You upload your video to their website, which is very straightforward to use. Then in a matter of hours to a day, you’ll get your faultless .srt file for a cost of US $1 per (part) minute of video time. So, if your video runs for 1:30, you pay $2.
rev.com do not burn the subtitles into the video for you. If your video is for LinkedIn (or Facebook) only, then you don’t have to care about this.

So it then becomes a matter of whether you have the patience to having to wait several hours or perhaps overnight.

If you need your subtitles quickly, with a little effort by your good self, then an AI-assisted transcription function that does 90% of the work may be the way the go.

Veed.io, Zubtitle.com and Kapwing.com all have a transcription feature similar to YouTube. All of these tools have user-friendly editors to make your corrections to the robot-generated first cut of your subtitles.

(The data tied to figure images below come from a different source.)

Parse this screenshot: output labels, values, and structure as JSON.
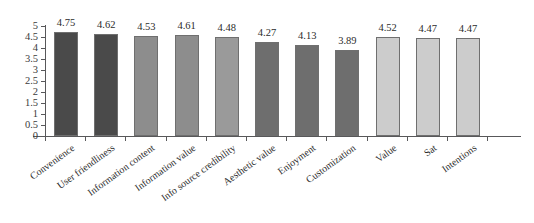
{
  "chart_data": {
    "type": "bar",
    "title": "",
    "subtitle": "",
    "xlabel": "",
    "ylabel": "",
    "ylim": [
      0,
      5
    ],
    "grid": false,
    "legend": "none",
    "categories": [
      "Convenience",
      "User friendliness",
      "Information content",
      "Information value",
      "Info source credibility",
      "Aesthetic value",
      "Enjoyment",
      "Customization",
      "Value",
      "Sat",
      "Intentions"
    ],
    "values": [
      4.75,
      4.62,
      4.53,
      4.61,
      4.48,
      4.27,
      4.13,
      3.89,
      4.52,
      4.47,
      4.47
    ],
    "value_labels": [
      "4.75",
      "4.62",
      "4.53",
      "4.61",
      "4.48",
      "4.27",
      "4.13",
      "3.89",
      "4.52",
      "4.47",
      "4.47"
    ],
    "bar_colors": [
      "#4a4a4a",
      "#4a4a4a",
      "#8d8d8d",
      "#8d8d8d",
      "#9a9a9a",
      "#6e6e6e",
      "#6e6e6e",
      "#6e6e6e",
      "#cccccc",
      "#cccccc",
      "#cccccc"
    ],
    "bar_border_color": "#6f6f6f",
    "axis_color": "#58585a",
    "yticks": [
      "0",
      "0.5",
      "1",
      "1.5",
      "2",
      "2.5",
      "3",
      "3.5",
      "4",
      "4.5",
      "5"
    ],
    "ytick_values": [
      0,
      0.5,
      1,
      1.5,
      2,
      2.5,
      3,
      3.5,
      4,
      4.5,
      5
    ],
    "background": "#ffffff",
    "text_color": "#2c2c2c"
  }
}
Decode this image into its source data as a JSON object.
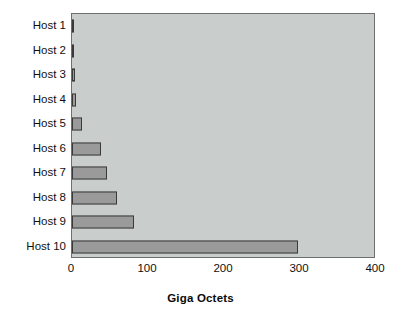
{
  "chart_data": {
    "type": "bar",
    "orientation": "horizontal",
    "title": "",
    "xlabel": "Giga Octets",
    "ylabel": "",
    "categories": [
      "Host 1",
      "Host 2",
      "Host 3",
      "Host 4",
      "Host 5",
      "Host 6",
      "Host 7",
      "Host 8",
      "Host 9",
      "Host 10"
    ],
    "values": [
      3,
      3,
      4,
      5,
      13,
      38,
      46,
      59,
      82,
      298
    ],
    "xlim": [
      0,
      400
    ],
    "xticks": [
      0,
      100,
      200,
      300,
      400
    ],
    "xtick_labels": [
      "0",
      "100",
      "200",
      "300",
      "400"
    ],
    "grid": false,
    "legend": null,
    "colors": {
      "bar_fill": "#9a9a9a",
      "bar_border": "#3a3a3a",
      "plot_background": "#c9cdcb",
      "plot_border": "#6d6f6e",
      "figure_background": "#ffffff",
      "text": "#101010"
    }
  }
}
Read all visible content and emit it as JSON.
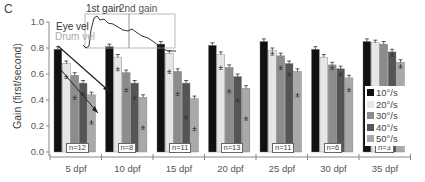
{
  "panel_label": "C",
  "chart_data": {
    "type": "bar",
    "title": "",
    "xlabel": "",
    "ylabel": "Gain (first/second)",
    "ylim": [
      0,
      1.0
    ],
    "yticks": [
      "0.0",
      "0.2",
      "0.4",
      "0.6",
      "0.8",
      "1.0"
    ],
    "grid": false,
    "legend_position": "inside-right",
    "categories": [
      "5 dpf",
      "10 dpf",
      "15 dpf",
      "20 dpf",
      "25 dpf",
      "30 dpf",
      "35 dpf"
    ],
    "n_labels": [
      "n=12",
      "n=8",
      "n=11",
      "n=13",
      "n=11",
      "n=6",
      "n=3"
    ],
    "series": [
      {
        "name": "10°/s",
        "color": "#111111",
        "first_gain": [
          0.79,
          0.81,
          0.83,
          0.82,
          0.85,
          0.79,
          0.85
        ],
        "second_gain": [
          0.78,
          0.8,
          0.82,
          0.81,
          0.84,
          0.78,
          0.84
        ]
      },
      {
        "name": "20°/s",
        "color": "#e6e6e6",
        "first_gain": [
          0.68,
          0.73,
          0.76,
          0.75,
          0.78,
          0.73,
          0.84
        ],
        "second_gain": [
          0.58,
          0.64,
          0.62,
          0.65,
          0.76,
          0.72,
          0.83
        ]
      },
      {
        "name": "30°/s",
        "color": "#8c8c8c",
        "first_gain": [
          0.59,
          0.61,
          0.62,
          0.65,
          0.74,
          0.67,
          0.83
        ],
        "second_gain": [
          0.42,
          0.48,
          0.45,
          0.47,
          0.65,
          0.65,
          0.82
        ]
      },
      {
        "name": "40°/s",
        "color": "#555555",
        "first_gain": [
          0.53,
          0.53,
          0.53,
          0.58,
          0.68,
          0.64,
          0.77
        ],
        "second_gain": [
          0.45,
          0.42,
          0.27,
          0.4,
          0.6,
          0.6,
          0.75
        ]
      },
      {
        "name": "50°/s",
        "color": "#a9a9a9",
        "first_gain": [
          0.44,
          0.42,
          0.41,
          0.49,
          0.62,
          0.57,
          0.69
        ],
        "second_gain": [
          0.23,
          0.19,
          0.18,
          0.26,
          0.44,
          0.48,
          0.66
        ]
      }
    ],
    "inset": {
      "labels": [
        "1st gain",
        "2nd gain"
      ],
      "traces": [
        "Eye vel",
        "Drum vel"
      ]
    }
  }
}
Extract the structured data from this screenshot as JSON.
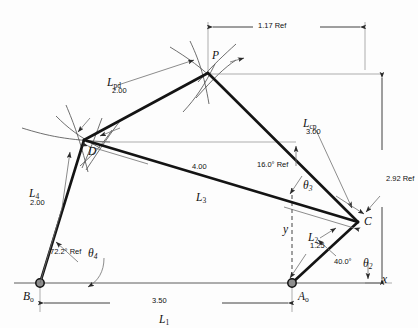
{
  "figure": {
    "type": "kinematic-linkage-diagram",
    "title": "",
    "ink_color": "#1a1a1a",
    "thin_color": "#6b6b6b",
    "points": {
      "P": {
        "label": "P",
        "x": 208,
        "y": 73
      },
      "D": {
        "label": "D",
        "x": 84,
        "y": 140
      },
      "C": {
        "label": "C",
        "x": 358,
        "y": 222
      },
      "Ao": {
        "label": "A",
        "sub": "o",
        "x": 292,
        "y": 283
      },
      "Bo": {
        "label": "B",
        "sub": "o",
        "x": 40,
        "y": 283
      }
    },
    "links": [
      {
        "name": "L",
        "sub": "1",
        "value": "3.50",
        "from": "Bo",
        "to": "Ao"
      },
      {
        "name": "L",
        "sub": "2",
        "value": "1.25",
        "from": "Ao",
        "to": "C"
      },
      {
        "name": "L",
        "sub": "3",
        "value": "4.00",
        "from": "C",
        "to": "D"
      },
      {
        "name": "L",
        "sub": "4",
        "value": "2.00",
        "from": "D",
        "to": "Bo"
      },
      {
        "name": "L",
        "sub": "pd",
        "value": "2.00",
        "from": "P",
        "to": "D"
      },
      {
        "name": "L",
        "sub": "cp",
        "value": "3.00",
        "from": "C",
        "to": "P"
      }
    ],
    "angles": [
      {
        "name": "theta",
        "sub": "2",
        "value": "40.0°"
      },
      {
        "name": "theta",
        "sub": "3",
        "value": "16.0°",
        "ref": "Ref"
      },
      {
        "name": "theta",
        "sub": "4",
        "value": "72.2°",
        "ref": "Ref"
      }
    ],
    "dimensions": [
      {
        "id": "top-horizontal",
        "value": "1.17 Ref"
      },
      {
        "id": "right-vertical",
        "value": "2.92 Ref"
      },
      {
        "id": "bottom-horizontal",
        "value": "3.50"
      },
      {
        "id": "link3-length",
        "value": "4.00"
      }
    ],
    "axes": {
      "x_label": "x",
      "y_label": "y"
    },
    "labels": {
      "dim_117": "1.17 Ref",
      "dim_292": "2.92 Ref",
      "dim_350": "3.50",
      "dim_400": "4.00",
      "ang_16": "16.0° Ref",
      "ang_722": "72.2° Ref",
      "ang_40": "40.0°",
      "val_Lpd": "2.00",
      "val_Lcp": "3.00",
      "val_L4": "2.00",
      "val_L2": "1.25",
      "L_letter": "L",
      "theta_letter": "θ",
      "sub_1": "1",
      "sub_2": "2",
      "sub_3": "3",
      "sub_4": "4",
      "sub_pd": "pd",
      "sub_cp": "cp",
      "sub_o": "o",
      "pt_P": "P",
      "pt_D": "D",
      "pt_C": "C",
      "pt_A": "A",
      "pt_B": "B",
      "axis_x": "x",
      "axis_y": "y"
    }
  }
}
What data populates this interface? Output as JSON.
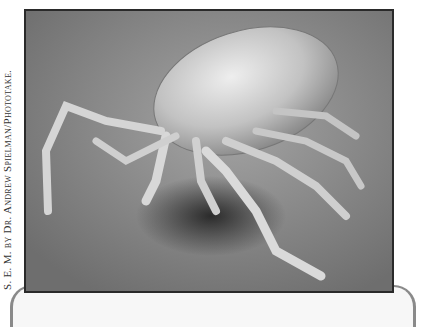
{
  "image": {
    "subject": "Scanning electron micrograph of a tick",
    "alt": "Grayscale SEM image of a tick with eight legs and a rounded body on a textured surface"
  },
  "credit": {
    "text": "S. E. M. by Dr. Andrew Spielman/Phototake."
  }
}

In addition, these three also allow you to style your subtitles (font style, size, colour, alignment etc.) before hard-subbing them into your video.
Veed and Zubtitle also produce an .srt file for you, Kapwing doesn’t appear to have this option.
Zubtitle appears to support emoji until you download your annotated video and find they are missing. Hopefully they’ll fix this soon.

Note that an .srt does not contain styling information, only the plain text. So, if you want to get funky with your subtitles on LinkedIn, upload the hard-subbed version, rather than the combo of original video and .srt.

The basic version of Kapwing Subtitles is free and does not superimpose any watermarks.
Zubtitle’s basic $10 plan gives you 10 minutes of hard-subbed footage, which you can consume across multiple videos. It’s the same price per minute as rev.com, except Zubtitle charges pro rata. So a video of 1:30 will take $1.50 out of your balance after you have edited your subtitles and confirmed to burn them into your vid.
Veed is a comprehensive online video-editing package that includes a lot more than just subtitles (trimming, sounds, stickers etc.). Decide for yourself if it’s worth US $20/month.

Veed.io, rev.com, zubtitle.com and kapwing.com are all web-based tools. On the one hand that’s an attractive aspect, as you don’t need to have any software physically on the computer you happen to use that day, be that at home, in the office or elsewhere.
The disadvantage of processing videos via the Internet is that video files tend to be big, so you’re likely to spend some time waiting for uploads and downloads to complete, while consuming bandwidth, and possibly $$, in the process.

In experimenting with the various tools I noticed that the output files (i.e. the resulting .mp4’s) of a number of the tools were unexpectedly larger than the input — by a lot!
Enter VideoSmaller. A quick, free way to reduce video file sizes. It is a self-explanatory tool that runs in your browser. Head over to http://www.videosmaller.com to enjoy file size reduction of typically 50–75%, in my experiments.

Conclusion

I wish I could give a clear recommendation with respect to the best tools and workflow to use to add subtitles to your video for use on LinkedIn. But there are too many factors at play. There is no one-size-fits-all solution.
Feel free to mention your favourite tools in the comments.

To wrap it up, I’ll mention some laptop tools I came across for burning an .srt into your video.

In older articles on this topic you’ll see Handbrake mentioned quite a bit. It looks outdated, but it still works, on Mac too. However when I tested it on a video in portrait orientation I found that the font size came out too big, with text falling off the sides, and I wasn’t able to change this.

Movavi does a good job of hard-subbing your video file with your subtitle file. It’s $49/yr if you don’t want their Watermark baked into your vid.